To no parent’s surprise, too much smartphone use makes teens unhappy.

Teens with screens

    

So says a new study from San Diego State University, which pulled data from over one million 8th-, 10th-, and 12th-graders in the U.S. showing teens who spent more time on social media, gaming, texting and video-chatting on their phones were not as happy as those who played sports, went outside and interacted with real human beings.

But is it the screen time bringing them down or are sadder teens more likely to insulate themselves in a virtual world? Lead author of the study and professor of psychology Jean M. Twenge believes it’s the phone that contributes to making them unhappy, not the other way around.

“Although this study can’t show causation, several other studies have shown that more social media use leads to unhappiness, but unhappiness does not lead to more social media use,” Twenge said.

Though abstinence doesn’t seem to fix the problem, either, as noted in the study, there’s something to Twenge’s theory. Another recent study by the U.S. Centers for Disease Control and Prevention and also lead by Twenge, found a spike in depression and suicide among teen girls increased the more time they spent on their phones.

That’s alarming, especially considering the age in which kids get smartphones has continued to climb lower – dropping from 12 in 2012 to 10.3 years in 2016.
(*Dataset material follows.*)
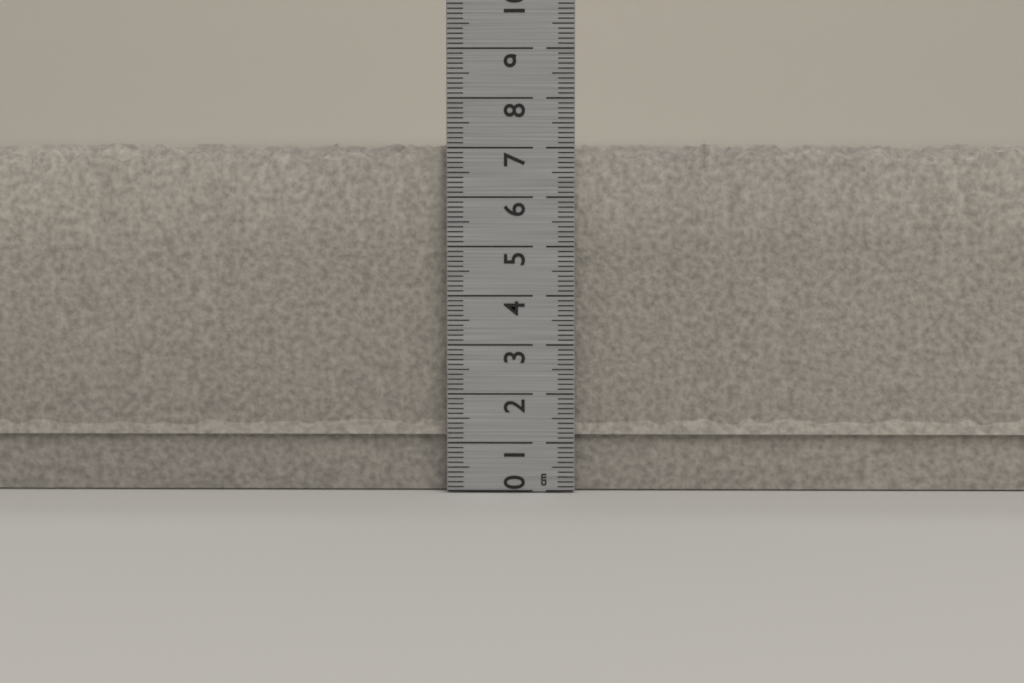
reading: 7.2 cm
Twenge has been studying teen behavior since the early 90’s and has been on the forefront of research suggesting an abrupt change in behavior and emotional states of teenagers due to smartphone use. She says there’s been a dramatic shift starting in 2012 when younger and younger kids starting getting more screen time.

Researchers found more of the same while sifting through the data for this study. Teenagers’ life satisfaction, self-esteem and happiness plummeted after 2012.

To back up that work, Twenge’s previous studies suggest kids who spend at least four or five hours on their phone increase their risk factor for suicide by a whopping 71 percent, regardless of whether it was cat videos or something else. It was the time spent on the device, not the content, that mattered most.

“By far the largest change in teens’ lives between 2012 and 2016 was the increase in the amount of time they spent on digital media, and the subsequent decline in in-person social activities and sleep,” Twenge said. “The key to digital media use and happiness is limited use.”

She suggests teens aim to spend no more than two hours a day on digital media, exercise more and try to hang out with friends face-to-face to increase happiness – all things adults could probably use more of as well.